Deborah DeVita
Impact in
- Toxicology top 5%
- Forensic Toxicology and Drug Analysis
-
- Blood donation and transfusion practices
Papers in ⓘ
-
- Animal Disease Management and Epidemiology 4
-
- T-cell and Retrovirus Studies 6
- Co-authors
- Edward L. Murphy (8 shared papers)Nora V. Hirschler (1 shared paper)Dorothy Nguyen (1 shared paper)Eric Vittinghoff (1 shared paper)Daniel Ciccarone (1 shared paper)Hui Liu (1 shared paper)Paul Leung (1 shared paper)Brian R. Edlin (1 shared paper)
- Journals
- Transfusion (2 papers)Clinical Infectious Diseases (1 paper)Virulence (1 paper)BMC Medical Research Methodology (1 paper)The Journal of Infectious Diseases (1 paper)
- Partner nations
- United StatesFranceBrazil
In The Last Decade
Deborah DeVita
8 papers receiving 386 citations
Peers
Comparison fields: 5 of 72
- Toxicology 62
- Management of Technology and Innovation 119
- Biochemistry 44
- Public Health, Environmental and Occupational Health 196
- Epidemiology 147
Countries citing papers authored by Deborah DeVita
This map shows the geographic impact of Deborah DeVita's research. It shows the number of citations coming from papers published by authors working in each country. You can also color the map by specialization and compare the number of citations received by Deborah DeVita with the expected number of citations based on a country's size and research output (numbers larger than one mean the country cites Deborah DeVita more than expected).
Fields of papers citing papers by Deborah DeVita
This network shows the impact of papers produced by Deborah DeVita. Nodes represent research fields, and links connect fields that are likely to share authors. Colored nodes show fields that tend to cite the papers produced by Deborah DeVita. The network helps show where Deborah DeVita may publish in the future.
Co-authors
The 25 scholars most cited alongside Deborah DeVita, linked wherever they have co-authored with each other. Click a name or a connecting line to browse the papers they share.
All Works
| # | Work | ||
|---|---|---|---|
| 1 | 2001 | 201 | |
| 2 | 2008 | 134 | |
| 3 | 2010 | 28 | |
| 4 | 2009 | 18 | |
| 5 | 2012 | 11 | |
| 6 | 2009 | 9 | |
| 7 | 2011 | 3 | |
| 8 | 2005 | 2 |
About Deborah DeVita
Deborah DeVita is a scholar working on Agronomy and Crop Science, Immunology, Biochemistry, Ecology, Evolution, Behavior and Systematics and Management of Technology and Innovation, having authored 8 papers that have together received 406 indexed citations. Recurring topics across this work include T-cell and Retrovirus Studies (6 papers), Animal Disease Management and Epidemiology (4 papers), Vector-Borne Animal Diseases (3 papers), Blood donation and transfusion practices (1 paper), Organ Donation and Transplantation (1 paper), HIV, Drug Use, Sexual Risk (1 paper), Herpesvirus Infections and Treatments (1 paper) and Drug-Induced Adverse Reactions (1 paper). The work is most often cited by research in Toxicology (62 citations), Management of Technology and Innovation (119 citations), Biochemistry (44 citations), Public Health, Environmental and Occupational Health (196 citations) and Epidemiology (147 citations). Deborah DeVita has collaborated with scholars based in United States, France and Brazil. Frequent co-authors include Edward L. Murphy, Nora V. Hirschler, Dorothy Nguyen, Eric Vittinghoff, Daniel Ciccarone, Hui Liu, Paul Leung, Brian R. Edlin, Dale F. Hirschkorn and Tzong‐Hae Lee. Their work appears in journals such as Transfusion, Clinical Infectious Diseases, Virulence, BMC Medical Research Methodology and The Journal of Infectious Diseases.
Rankless uses publication and citation data sourced from OpenAlex, an open and comprehensive bibliographic database. While OpenAlex provides broad and valuable coverage of the global research landscape, it—like all bibliographic datasets—has inherent limitations. These include incomplete records, variations in author disambiguation, differences in journal indexing, and delays in data updates. As a result, some metrics and network relationships displayed in Rankless may not fully capture the entirety of a scholar's output or impact.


### Work to be completed
Copy out all the lines of the data that hold the word "Remisiones".

### Records for this exercise
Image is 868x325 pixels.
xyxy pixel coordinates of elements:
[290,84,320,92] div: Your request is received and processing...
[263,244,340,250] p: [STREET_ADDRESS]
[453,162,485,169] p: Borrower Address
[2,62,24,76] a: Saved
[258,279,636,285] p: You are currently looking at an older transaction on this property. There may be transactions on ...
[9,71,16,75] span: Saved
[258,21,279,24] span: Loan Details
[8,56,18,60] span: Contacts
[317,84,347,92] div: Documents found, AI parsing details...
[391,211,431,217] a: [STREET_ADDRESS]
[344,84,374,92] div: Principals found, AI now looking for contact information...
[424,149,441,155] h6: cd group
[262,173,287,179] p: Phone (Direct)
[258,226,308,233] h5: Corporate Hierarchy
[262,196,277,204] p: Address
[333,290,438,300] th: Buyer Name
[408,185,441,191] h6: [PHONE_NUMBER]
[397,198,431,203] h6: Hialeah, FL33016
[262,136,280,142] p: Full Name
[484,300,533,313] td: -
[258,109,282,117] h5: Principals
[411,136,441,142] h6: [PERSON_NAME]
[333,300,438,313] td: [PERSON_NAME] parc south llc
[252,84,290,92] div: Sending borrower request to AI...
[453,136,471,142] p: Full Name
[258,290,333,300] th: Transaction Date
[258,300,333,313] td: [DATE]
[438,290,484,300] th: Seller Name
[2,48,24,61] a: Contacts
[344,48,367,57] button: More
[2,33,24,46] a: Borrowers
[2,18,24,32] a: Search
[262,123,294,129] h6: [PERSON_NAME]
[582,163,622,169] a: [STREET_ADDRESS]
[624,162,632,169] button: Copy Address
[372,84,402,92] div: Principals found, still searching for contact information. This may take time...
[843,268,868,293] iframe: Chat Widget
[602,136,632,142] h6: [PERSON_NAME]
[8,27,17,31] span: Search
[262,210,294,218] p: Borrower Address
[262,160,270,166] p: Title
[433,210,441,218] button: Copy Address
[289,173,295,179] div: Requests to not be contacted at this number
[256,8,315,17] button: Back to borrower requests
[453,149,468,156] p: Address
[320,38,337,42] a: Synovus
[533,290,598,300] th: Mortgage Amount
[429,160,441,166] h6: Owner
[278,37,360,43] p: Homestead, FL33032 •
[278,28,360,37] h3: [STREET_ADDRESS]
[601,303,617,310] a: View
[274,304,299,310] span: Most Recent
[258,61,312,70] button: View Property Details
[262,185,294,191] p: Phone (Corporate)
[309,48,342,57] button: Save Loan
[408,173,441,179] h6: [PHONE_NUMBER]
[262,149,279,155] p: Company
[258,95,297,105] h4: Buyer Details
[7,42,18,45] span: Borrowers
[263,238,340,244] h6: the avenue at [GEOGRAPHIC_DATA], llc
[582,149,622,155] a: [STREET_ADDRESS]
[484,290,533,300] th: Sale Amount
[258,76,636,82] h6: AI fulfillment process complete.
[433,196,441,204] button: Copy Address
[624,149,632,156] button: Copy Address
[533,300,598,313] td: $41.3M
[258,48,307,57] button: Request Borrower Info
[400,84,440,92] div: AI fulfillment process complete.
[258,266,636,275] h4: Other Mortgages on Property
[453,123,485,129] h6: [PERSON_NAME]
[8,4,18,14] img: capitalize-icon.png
--
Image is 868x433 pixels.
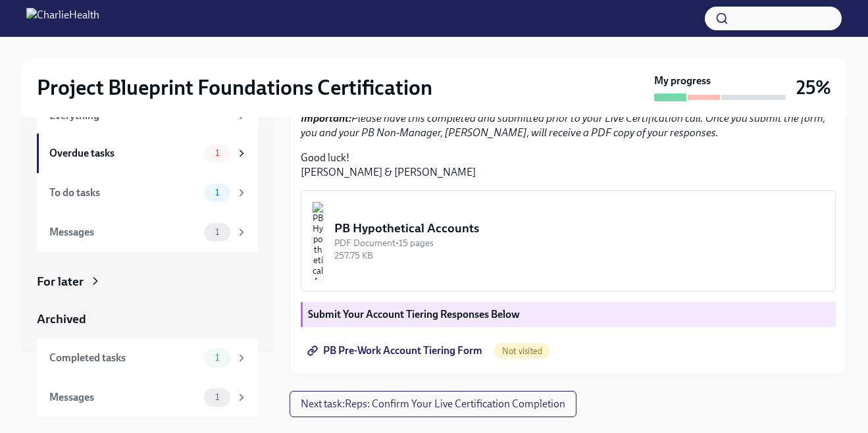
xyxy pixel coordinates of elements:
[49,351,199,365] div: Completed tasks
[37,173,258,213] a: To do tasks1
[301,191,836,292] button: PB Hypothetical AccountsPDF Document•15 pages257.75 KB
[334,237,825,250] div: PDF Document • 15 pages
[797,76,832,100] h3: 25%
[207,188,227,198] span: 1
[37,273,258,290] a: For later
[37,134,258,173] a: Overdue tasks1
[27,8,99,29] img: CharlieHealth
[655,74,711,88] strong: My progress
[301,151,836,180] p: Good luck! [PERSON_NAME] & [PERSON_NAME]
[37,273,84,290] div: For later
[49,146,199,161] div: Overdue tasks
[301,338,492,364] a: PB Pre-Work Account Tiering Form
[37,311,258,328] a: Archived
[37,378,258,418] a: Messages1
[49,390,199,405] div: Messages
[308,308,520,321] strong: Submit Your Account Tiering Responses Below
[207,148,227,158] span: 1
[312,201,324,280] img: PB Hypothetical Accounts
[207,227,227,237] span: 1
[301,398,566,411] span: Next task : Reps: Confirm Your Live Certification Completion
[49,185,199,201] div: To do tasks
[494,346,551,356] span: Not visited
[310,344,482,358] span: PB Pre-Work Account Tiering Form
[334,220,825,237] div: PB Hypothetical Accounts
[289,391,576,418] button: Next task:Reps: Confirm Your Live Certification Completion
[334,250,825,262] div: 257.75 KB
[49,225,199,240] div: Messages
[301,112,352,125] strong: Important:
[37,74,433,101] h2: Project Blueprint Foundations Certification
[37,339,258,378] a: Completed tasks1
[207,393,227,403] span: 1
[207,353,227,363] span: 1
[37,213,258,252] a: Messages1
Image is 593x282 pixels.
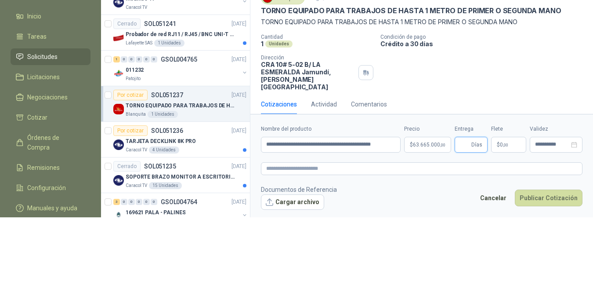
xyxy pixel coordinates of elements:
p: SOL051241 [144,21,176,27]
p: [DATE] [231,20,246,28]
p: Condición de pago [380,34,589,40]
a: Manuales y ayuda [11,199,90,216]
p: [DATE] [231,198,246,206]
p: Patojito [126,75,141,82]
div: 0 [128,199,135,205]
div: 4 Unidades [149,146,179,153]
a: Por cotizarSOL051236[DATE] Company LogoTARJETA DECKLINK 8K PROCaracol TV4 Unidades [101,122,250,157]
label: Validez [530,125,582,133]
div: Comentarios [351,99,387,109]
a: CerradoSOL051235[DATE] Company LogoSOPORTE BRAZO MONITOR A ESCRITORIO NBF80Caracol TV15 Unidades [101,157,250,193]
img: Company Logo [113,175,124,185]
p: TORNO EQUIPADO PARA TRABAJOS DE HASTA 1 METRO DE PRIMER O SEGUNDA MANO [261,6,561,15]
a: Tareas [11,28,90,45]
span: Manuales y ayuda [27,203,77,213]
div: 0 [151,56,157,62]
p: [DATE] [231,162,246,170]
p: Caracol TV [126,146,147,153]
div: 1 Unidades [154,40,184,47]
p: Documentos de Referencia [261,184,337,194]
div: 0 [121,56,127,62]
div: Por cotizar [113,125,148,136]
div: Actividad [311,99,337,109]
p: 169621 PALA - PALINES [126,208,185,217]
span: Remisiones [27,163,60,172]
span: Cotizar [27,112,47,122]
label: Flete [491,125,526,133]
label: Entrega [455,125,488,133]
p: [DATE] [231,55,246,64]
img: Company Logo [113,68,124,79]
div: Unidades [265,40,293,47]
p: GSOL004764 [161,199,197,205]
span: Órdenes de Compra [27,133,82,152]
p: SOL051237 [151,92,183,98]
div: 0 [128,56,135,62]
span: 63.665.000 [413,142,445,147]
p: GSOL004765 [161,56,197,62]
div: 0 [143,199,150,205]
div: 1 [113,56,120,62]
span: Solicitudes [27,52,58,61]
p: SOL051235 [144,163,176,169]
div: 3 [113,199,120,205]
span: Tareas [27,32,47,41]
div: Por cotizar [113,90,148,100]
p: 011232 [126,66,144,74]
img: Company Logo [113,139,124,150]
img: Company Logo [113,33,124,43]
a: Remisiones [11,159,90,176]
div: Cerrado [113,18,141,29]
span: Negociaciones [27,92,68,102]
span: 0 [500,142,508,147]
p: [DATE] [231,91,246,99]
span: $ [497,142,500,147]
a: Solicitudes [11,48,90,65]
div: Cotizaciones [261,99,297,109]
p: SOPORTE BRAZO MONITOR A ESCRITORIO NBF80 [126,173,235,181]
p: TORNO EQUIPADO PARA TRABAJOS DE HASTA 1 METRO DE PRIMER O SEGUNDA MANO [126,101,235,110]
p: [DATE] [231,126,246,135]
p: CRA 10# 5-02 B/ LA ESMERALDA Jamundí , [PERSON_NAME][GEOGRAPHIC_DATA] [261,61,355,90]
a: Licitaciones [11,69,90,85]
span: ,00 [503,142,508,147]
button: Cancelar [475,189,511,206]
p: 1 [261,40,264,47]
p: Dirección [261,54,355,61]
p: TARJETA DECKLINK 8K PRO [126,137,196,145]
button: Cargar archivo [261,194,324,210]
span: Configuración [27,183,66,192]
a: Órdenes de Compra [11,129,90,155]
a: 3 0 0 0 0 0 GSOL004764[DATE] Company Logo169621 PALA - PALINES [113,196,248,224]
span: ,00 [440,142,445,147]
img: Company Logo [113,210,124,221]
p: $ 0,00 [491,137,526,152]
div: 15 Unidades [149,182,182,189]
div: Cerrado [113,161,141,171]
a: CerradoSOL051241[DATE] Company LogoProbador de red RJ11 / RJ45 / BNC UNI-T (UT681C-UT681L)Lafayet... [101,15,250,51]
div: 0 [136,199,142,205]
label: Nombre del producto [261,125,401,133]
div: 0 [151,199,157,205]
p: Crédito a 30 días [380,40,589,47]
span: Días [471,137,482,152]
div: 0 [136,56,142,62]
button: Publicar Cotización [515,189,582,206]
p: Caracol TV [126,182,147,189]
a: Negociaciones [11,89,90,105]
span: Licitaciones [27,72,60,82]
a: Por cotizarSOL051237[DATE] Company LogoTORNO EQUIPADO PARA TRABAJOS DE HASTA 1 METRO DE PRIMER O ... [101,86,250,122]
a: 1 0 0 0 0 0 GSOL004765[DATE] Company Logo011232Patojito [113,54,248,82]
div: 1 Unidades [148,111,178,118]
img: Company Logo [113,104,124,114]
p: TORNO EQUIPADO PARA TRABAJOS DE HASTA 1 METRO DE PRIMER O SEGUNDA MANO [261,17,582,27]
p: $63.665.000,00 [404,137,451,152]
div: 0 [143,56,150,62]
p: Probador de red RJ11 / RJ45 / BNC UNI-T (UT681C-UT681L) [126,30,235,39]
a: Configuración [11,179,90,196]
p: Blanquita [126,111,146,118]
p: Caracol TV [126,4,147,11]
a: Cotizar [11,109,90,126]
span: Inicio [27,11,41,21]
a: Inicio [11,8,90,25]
* * *
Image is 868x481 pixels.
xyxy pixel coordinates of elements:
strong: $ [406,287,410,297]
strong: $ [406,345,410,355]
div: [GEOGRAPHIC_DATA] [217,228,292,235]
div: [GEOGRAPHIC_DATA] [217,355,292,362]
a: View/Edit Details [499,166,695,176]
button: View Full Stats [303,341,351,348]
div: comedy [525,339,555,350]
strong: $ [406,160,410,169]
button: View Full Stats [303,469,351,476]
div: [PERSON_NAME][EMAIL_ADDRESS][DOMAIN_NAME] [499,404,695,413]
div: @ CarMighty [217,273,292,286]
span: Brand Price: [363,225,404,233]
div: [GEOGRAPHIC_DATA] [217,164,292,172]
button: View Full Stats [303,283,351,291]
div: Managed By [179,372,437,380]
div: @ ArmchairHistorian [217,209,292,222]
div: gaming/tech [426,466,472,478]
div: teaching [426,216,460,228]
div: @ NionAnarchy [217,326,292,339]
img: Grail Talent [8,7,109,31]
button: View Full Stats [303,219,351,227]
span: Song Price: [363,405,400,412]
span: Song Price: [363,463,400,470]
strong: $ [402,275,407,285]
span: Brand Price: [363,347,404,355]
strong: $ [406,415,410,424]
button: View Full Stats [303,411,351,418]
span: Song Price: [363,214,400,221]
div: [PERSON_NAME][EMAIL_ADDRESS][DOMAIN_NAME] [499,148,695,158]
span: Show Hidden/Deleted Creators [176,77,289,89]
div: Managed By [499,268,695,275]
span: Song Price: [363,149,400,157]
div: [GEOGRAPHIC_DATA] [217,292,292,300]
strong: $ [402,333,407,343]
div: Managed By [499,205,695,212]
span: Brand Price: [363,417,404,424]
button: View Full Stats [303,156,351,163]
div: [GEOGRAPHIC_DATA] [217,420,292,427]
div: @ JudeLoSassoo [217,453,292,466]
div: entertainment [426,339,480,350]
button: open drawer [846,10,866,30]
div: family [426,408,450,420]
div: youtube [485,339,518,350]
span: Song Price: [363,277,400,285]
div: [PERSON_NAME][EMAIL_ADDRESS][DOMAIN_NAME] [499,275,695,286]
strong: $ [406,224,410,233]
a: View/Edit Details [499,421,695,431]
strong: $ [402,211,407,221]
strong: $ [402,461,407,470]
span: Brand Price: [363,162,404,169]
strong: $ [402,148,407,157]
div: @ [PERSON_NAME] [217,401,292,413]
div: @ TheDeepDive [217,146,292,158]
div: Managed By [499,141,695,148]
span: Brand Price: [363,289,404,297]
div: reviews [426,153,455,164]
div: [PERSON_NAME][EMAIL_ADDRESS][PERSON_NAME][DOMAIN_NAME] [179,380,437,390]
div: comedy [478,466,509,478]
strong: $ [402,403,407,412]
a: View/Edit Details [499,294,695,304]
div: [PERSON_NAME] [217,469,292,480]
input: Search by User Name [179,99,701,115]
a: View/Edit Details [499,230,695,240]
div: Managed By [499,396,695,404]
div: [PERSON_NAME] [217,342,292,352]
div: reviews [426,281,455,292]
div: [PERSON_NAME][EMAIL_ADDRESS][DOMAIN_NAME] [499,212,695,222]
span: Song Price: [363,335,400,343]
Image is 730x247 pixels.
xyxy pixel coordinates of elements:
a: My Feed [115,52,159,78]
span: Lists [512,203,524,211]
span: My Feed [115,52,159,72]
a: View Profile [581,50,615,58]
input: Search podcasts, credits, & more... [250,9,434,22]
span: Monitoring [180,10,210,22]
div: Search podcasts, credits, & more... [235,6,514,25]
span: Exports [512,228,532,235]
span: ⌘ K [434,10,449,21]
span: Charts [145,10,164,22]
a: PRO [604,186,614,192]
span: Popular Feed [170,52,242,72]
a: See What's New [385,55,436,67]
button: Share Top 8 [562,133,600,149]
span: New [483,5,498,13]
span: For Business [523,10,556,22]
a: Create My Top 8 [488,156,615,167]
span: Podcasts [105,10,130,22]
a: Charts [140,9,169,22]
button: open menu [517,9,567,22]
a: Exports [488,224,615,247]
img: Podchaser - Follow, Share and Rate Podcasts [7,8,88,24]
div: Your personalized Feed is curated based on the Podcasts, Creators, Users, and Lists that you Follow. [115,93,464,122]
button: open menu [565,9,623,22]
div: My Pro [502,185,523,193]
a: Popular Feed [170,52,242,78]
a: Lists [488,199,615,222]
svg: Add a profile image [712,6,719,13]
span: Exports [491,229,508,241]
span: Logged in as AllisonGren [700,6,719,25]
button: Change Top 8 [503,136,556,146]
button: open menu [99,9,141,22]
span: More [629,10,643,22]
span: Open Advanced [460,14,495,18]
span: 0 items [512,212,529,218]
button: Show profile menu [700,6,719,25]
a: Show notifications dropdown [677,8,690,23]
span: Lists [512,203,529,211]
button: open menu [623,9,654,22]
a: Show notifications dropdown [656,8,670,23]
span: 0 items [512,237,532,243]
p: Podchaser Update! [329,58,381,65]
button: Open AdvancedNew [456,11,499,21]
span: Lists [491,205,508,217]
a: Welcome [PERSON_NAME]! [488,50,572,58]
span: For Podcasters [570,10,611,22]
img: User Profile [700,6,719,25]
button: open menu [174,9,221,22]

### Expected answer
span: Remisiones [27,163,60,172]
a: Remisiones [11,159,90,176]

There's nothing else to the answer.